After being a supporting actor in successful big budget films such as The Magnificent Seven and The Great Escape, McQueen was promoted to playing the lead in such films with The Sand Pebbles. But it was Bullitt that made him a superstar. It was probably his best film role, other than Papillon (1973).
Bullitt (Steve McQueen) is a San Francisco police detective. His soft-spoken partner is Delgetti (Don Gordon), his burly boss is Captain Bennett (Simon Oakland). Chalmers (Robert Vaughn) is an ambitious, dislikable politician who wants Bullitt, recommended by Bennett, to protect Johnny Ross. Ross has embezzled millions from the mob, and plans to testify against them in a Senate hearing.
Look for Robert Duvall as an observant cab driver.
Bullitt is best remembered today for its ten minute car chase scene. McQueen does most of the driving during the sequences. The steep hills of the streets gave me motion sickness, just watching it. You can see McQueen's Ford Mustang bottom out going down the hills at over a hundred miles an hour. It took three weeks to stage and film, and a stunt driver did replace McQueen for the more dangerous shots. The intensity of the chase scene would be surpassed a few years later in another cop/mob drama, The French Connection.

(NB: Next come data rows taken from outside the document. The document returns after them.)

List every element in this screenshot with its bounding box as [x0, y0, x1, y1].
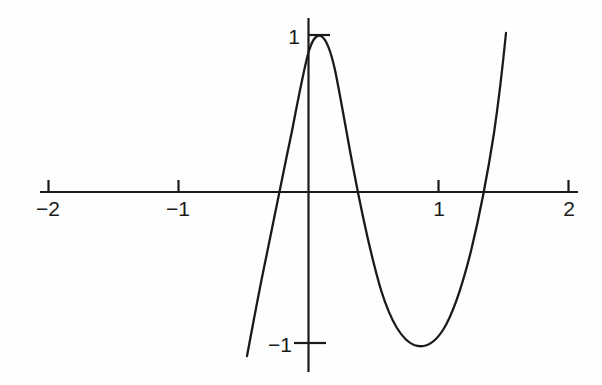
- y-tick-label-1: 1: [288, 26, 300, 47]
- cubic-curve: [247, 33, 506, 356]
- y-tick-label-minus1: −1: [268, 334, 292, 355]
- x-tick-label-2: 2: [563, 198, 575, 219]
- x-tick-label-1: 1: [433, 198, 445, 219]
- x-tick-label-minus2: −2: [36, 198, 60, 219]
- x-tick-label-minus1: −1: [166, 198, 190, 219]
- chart-figure: −2 −1 1 2 1 −1: [0, 0, 602, 385]
- plot-canvas: [0, 0, 602, 385]
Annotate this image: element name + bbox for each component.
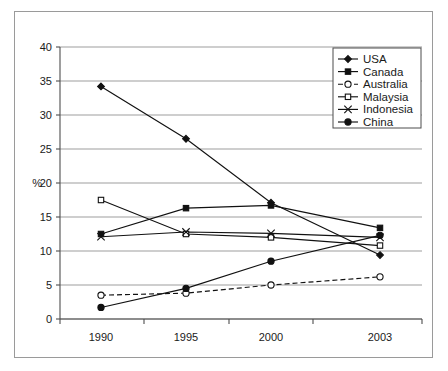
datapoint-canada-1995 [183, 205, 188, 210]
series-line-china [101, 235, 380, 307]
y-axis-title: % [32, 177, 42, 189]
datapoint-usa-1990 [98, 83, 105, 90]
y-axis-ticks-group: 0510152025303540 [40, 41, 60, 325]
datapoint-malaysia-2003 [377, 243, 382, 248]
datapoint-canada-2003 [377, 225, 382, 230]
x-tick-label-1995: 1995 [174, 331, 198, 343]
y-tick-label-5: 5 [46, 279, 52, 291]
legend-swatch-marker-australia [345, 81, 351, 87]
legend-label-australia: Australia [363, 78, 408, 90]
datapoint-australia-2003 [377, 274, 383, 280]
y-tick-label-15: 15 [40, 211, 52, 223]
legend-label-china: China [363, 116, 394, 128]
chart-legend: USACanadaAustraliaMalaysiaIndonesiaChina [333, 48, 421, 128]
datapoint-australia-1990 [98, 292, 104, 298]
line-chart-svg: 0510152025303540 1990199520002003 % USAC… [0, 0, 448, 371]
datapoint-canada-1990 [98, 231, 103, 236]
x-tick-label-2003: 2003 [368, 331, 392, 343]
y-tick-label-10: 10 [40, 245, 52, 257]
y-tick-label-40: 40 [40, 41, 52, 53]
series-line-canada [101, 205, 380, 234]
legend-swatch-marker-malaysia [345, 94, 350, 99]
y-tick-label-25: 25 [40, 143, 52, 155]
datapoint-china-1990 [98, 304, 104, 310]
y-tick-label-30: 30 [40, 109, 52, 121]
datapoint-china-1995 [183, 285, 189, 291]
legend-swatch-marker-canada [345, 69, 350, 74]
datapoint-china-2000 [268, 258, 274, 264]
x-axis-ticks-group: 1990199520002003 [60, 319, 422, 343]
legend-label-canada: Canada [363, 66, 404, 78]
legend-label-usa: USA [363, 53, 387, 65]
datapoint-china-2003 [377, 232, 383, 238]
datapoint-canada-2000 [268, 203, 273, 208]
datapoint-malaysia-1990 [98, 197, 103, 202]
series-line-australia [101, 277, 380, 295]
x-tick-label-1990: 1990 [89, 331, 113, 343]
legend-swatch-marker-china [345, 119, 351, 125]
x-tick-label-2000: 2000 [259, 331, 283, 343]
datapoint-usa-2003 [377, 252, 384, 259]
legend-label-malaysia: Malaysia [363, 91, 409, 103]
datapoint-australia-2000 [268, 282, 274, 288]
chart-figure: 0510152025303540 1990199520002003 % USAC… [0, 0, 448, 371]
y-tick-label-0: 0 [46, 313, 52, 325]
y-tick-label-35: 35 [40, 75, 52, 87]
legend-label-indonesia: Indonesia [363, 103, 413, 115]
chart-plot-area: 0510152025303540 1990199520002003 % USAC… [0, 0, 448, 371]
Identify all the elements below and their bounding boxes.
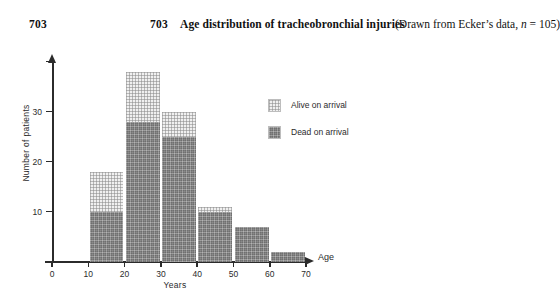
x-tick-label: 0 bbox=[41, 269, 63, 279]
y-tick-mark bbox=[46, 161, 53, 163]
x-tick-label: 60 bbox=[259, 269, 281, 279]
bar-segment-alive bbox=[126, 72, 160, 122]
bar-20-30 bbox=[126, 72, 160, 262]
x-axis-arrow-label: Age bbox=[318, 252, 334, 262]
x-tick-mark bbox=[88, 261, 90, 267]
bar-segment-alive bbox=[90, 172, 124, 212]
x-tick-mark bbox=[160, 261, 162, 267]
bar-segment-dead bbox=[271, 252, 305, 262]
legend-label-dead: Dead on arrival bbox=[291, 127, 349, 137]
bar-segment-dead bbox=[126, 122, 160, 262]
legend-swatch-dead-icon bbox=[268, 126, 281, 139]
bar-segment-alive bbox=[162, 112, 196, 137]
x-tick-label: 50 bbox=[223, 269, 245, 279]
bar-50-60 bbox=[235, 227, 269, 262]
x-tick-label: 10 bbox=[77, 269, 99, 279]
bar-60-70 bbox=[271, 252, 305, 262]
x-tick-label: 30 bbox=[150, 269, 172, 279]
bar-segment-dead bbox=[198, 212, 232, 262]
x-tick-mark bbox=[51, 261, 53, 267]
x-tick-mark bbox=[124, 261, 126, 267]
y-tick-label: 20 bbox=[0, 157, 42, 167]
x-tick-label: 70 bbox=[295, 269, 317, 279]
x-tick-label: 20 bbox=[114, 269, 136, 279]
bar-30-40 bbox=[162, 112, 196, 262]
x-tick-mark bbox=[196, 261, 198, 267]
bar-segment-dead bbox=[90, 212, 124, 262]
bar-segment-dead bbox=[162, 137, 196, 262]
y-tick-mark-unlabeled bbox=[46, 61, 53, 63]
bar-segment-dead bbox=[235, 227, 269, 262]
y-tick-label: 10 bbox=[0, 207, 42, 217]
x-tick-mark bbox=[233, 261, 235, 267]
y-tick-mark bbox=[46, 211, 53, 213]
x-tick-label: 40 bbox=[186, 269, 208, 279]
y-tick-label: 30 bbox=[0, 107, 42, 117]
legend-swatch-alive-icon bbox=[268, 99, 281, 112]
x-tick-mark bbox=[269, 261, 271, 267]
bar-40-50 bbox=[198, 207, 232, 262]
y-tick-mark bbox=[46, 111, 53, 113]
legend-label-alive: Alive on arrival bbox=[291, 100, 347, 110]
x-tick-mark bbox=[305, 261, 307, 267]
bar-10-20 bbox=[90, 172, 124, 262]
x-axis-label: Years bbox=[135, 280, 215, 290]
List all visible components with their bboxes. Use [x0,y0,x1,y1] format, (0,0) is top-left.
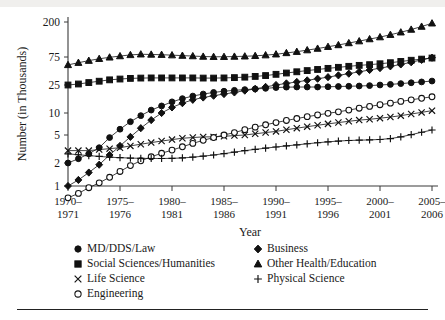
open-circle-marker [388,100,394,106]
open-circle-marker [190,140,196,146]
filled-circle-marker [107,135,113,141]
plus-marker [220,150,227,157]
filled-square-marker [315,67,321,73]
legend-label: Social Sciences/Humanities [87,257,216,269]
filled-triangle-marker [429,20,436,26]
filled-diamond-marker [254,245,261,253]
open-circle-marker [76,191,82,197]
legend-label: Physical Science [267,272,345,285]
plus-marker [283,142,290,149]
filled-diamond-marker [252,85,259,92]
open-circle-marker [86,185,92,191]
plus-marker [116,154,123,161]
filled-square-marker [169,75,175,81]
filled-square-marker [346,63,352,69]
filled-square-marker [242,74,248,80]
open-circle-marker [419,95,425,101]
legend-item-md-dds-law[interactable]: MD/DDS/Law [75,242,156,254]
open-circle-marker [127,163,133,169]
plus-marker [179,154,186,161]
open-circle-marker [398,99,404,105]
filled-circle-marker [336,84,342,90]
filled-circle-marker [356,83,362,89]
legend-label: Other Health/Education [267,257,377,269]
legend-item-other-health-education[interactable]: Other Health/Education [254,257,377,269]
x-axis-tick-label-line1: 1995– [314,195,342,207]
legend-item-social-sciences-humanities[interactable]: Social Sciences/Humanities [75,257,216,269]
x-axis-tick-label-line2: 1991 [265,208,287,220]
filled-circle-marker [377,82,383,88]
filled-circle-marker [325,84,331,90]
filled-diamond-marker [169,104,176,111]
filled-square-marker [86,80,92,86]
open-circle-marker [252,124,258,130]
filled-triangle-marker [254,260,262,267]
plus-marker [210,151,217,158]
x-axis-tick-label-line1: 2005– [418,195,445,207]
filled-circle-marker [138,113,144,119]
x-axis-tick-label-line2: 1996 [317,208,340,220]
plus-marker [158,155,165,162]
open-circle-marker [273,120,279,126]
filled-diamond-marker [85,169,92,176]
filled-circle-marker [346,83,352,89]
legend-item-business[interactable]: Business [254,242,308,254]
open-circle-marker [346,107,352,113]
filled-circle-marker [388,81,394,87]
filled-diamond-marker [293,78,300,85]
open-circle-marker [180,144,186,150]
legend-item-engineering[interactable]: Engineering [75,287,144,300]
legend-label: Life Science [87,272,145,284]
plus-marker [252,146,259,153]
open-circle-marker [304,114,310,120]
filled-diamond-marker [158,109,165,116]
filled-circle-marker [148,107,154,113]
plus-marker [262,145,269,152]
plus-marker [168,155,175,162]
open-circle-marker [263,122,269,128]
plus-marker [335,137,342,144]
filled-square-marker [138,75,144,81]
plus-marker [231,149,238,156]
legend-label: Engineering [87,287,143,300]
x-axis-tick-label-line2: 1981 [161,208,183,220]
plus-marker [304,140,311,147]
filled-circle-marker [127,119,133,125]
filled-diamond-marker [75,176,82,183]
chart-svg: 2007525105211970–19711975–19761980–19811… [0,0,445,240]
plus-marker [345,137,352,144]
x-axis-title: Year [239,225,261,239]
open-circle-marker [284,118,290,124]
filled-square-marker [273,71,279,77]
figure-chart-degrees-by-field: 2007525105211970–19711975–19761980–19811… [0,0,445,320]
filled-circle-marker [117,126,123,132]
y-axis-tick-label: 1 [54,180,60,192]
filled-circle-marker [65,160,71,166]
plus-marker [376,136,383,143]
filled-circle-marker [159,103,165,109]
plus-marker [418,129,425,136]
legend-item-physical-science[interactable]: Physical Science [254,272,344,285]
open-circle-marker [429,94,435,100]
filled-circle-marker [75,246,81,252]
open-circle-marker [211,135,217,141]
filled-circle-marker [429,78,435,84]
open-circle-marker [232,130,238,136]
plus-marker [189,154,196,161]
legend-item-life-science[interactable]: Life Science [75,272,145,284]
filled-circle-marker [304,84,310,90]
y-axis-tick-label: 10 [49,107,61,119]
filled-square-marker [221,75,227,81]
open-circle-marker [408,97,414,103]
open-circle-marker [200,137,206,143]
open-circle-marker [356,105,362,111]
plus-marker [428,126,435,133]
y-axis-tick-label: 2 [54,157,60,169]
filled-square-marker [65,82,71,88]
open-circle-marker [336,109,342,115]
x-axis-tick-label-line2: 1971 [57,208,79,220]
filled-circle-marker [398,81,404,87]
filled-square-marker [252,74,258,80]
plus-marker [64,150,71,157]
x-axis-tick-label-line1: 1985– [210,195,238,207]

Bullitt broke cinematic ground by being the first mainstream release to use the word "Bull----" in the script. But it was about time that McQueen told off that jerk Vaughn, anyway.
McQueen carries an air of clinical detachment throughout the film, almost as much as the coroner who rattles off an autopsy. Bullitt hasn't been hardened completely, but he is no longer able to show revulsion upon seeing a mutilated body. When confronted by his girlfriend about his aloof manner, he offers no excuses. That is the way he has become.
There are several spoilers in the plot summary that follows. They are present because many plot events occur without much explanation, which (as in 2001: A Space Odyssey, from the same year) can be confusing.
The mob hires a white-haired hitman (John Aprea) to kill Ross. But Ross has hired a stand-in, Rennick (Felice Orlandi), lured with the promise that he will be freed from police custody to spend a vacation with his wife in Italy. Instead, they are both murdered, to ensure their silence.
Unaware that their contract has already been fulfilled, the hitman tails Bullitt, hoping to be led to Ross. Meanwhile, the real Johnny Ross (Pat Renella) plans to use Rennick's plane ticket to Rome to escape both the mob and the law. It's possible for Ross to have carried a handgun onto the plane, as it wasn't until 1973 that all passengers and their baggage were searched for weapons.
Plot holes remain. Rennick and his wife must have been really stupid to fall for Ross' scheme. Bullitt's girlfriend Cathy (Jacqueline Bisset) shouldn't be tagging along when he is on police business interviewing witnesses. Bullitt's taste for late model sports cars doesn't seem compatible with a cop's salary, assuming that he's not on the take.
But while the gritty realism of Bullitt isn't completely convincing, there's no denying the screen charisma of McQueen, or the quality of Peter Yates' direction.
Despite the critical and commercial success of the film, McQueen never made a sequel. However, tough guy cops based in cinematography friendly San Francisco have been around ever since: Clint Eastwood in Dirty Harry, Nick Nolte in 48 HRS., Karl Malden and Michael Douglas in The Streets of San Francisco, Jack Nicholson in Chinatown. Wait a minute, that was in Southern California. And Nicholson played a private eye. But it's such a great film that I had to throw it in.
Bullitt won an Academy Award for film editing (Frank Keller), and also received a nomination for Best Sound. (73/100).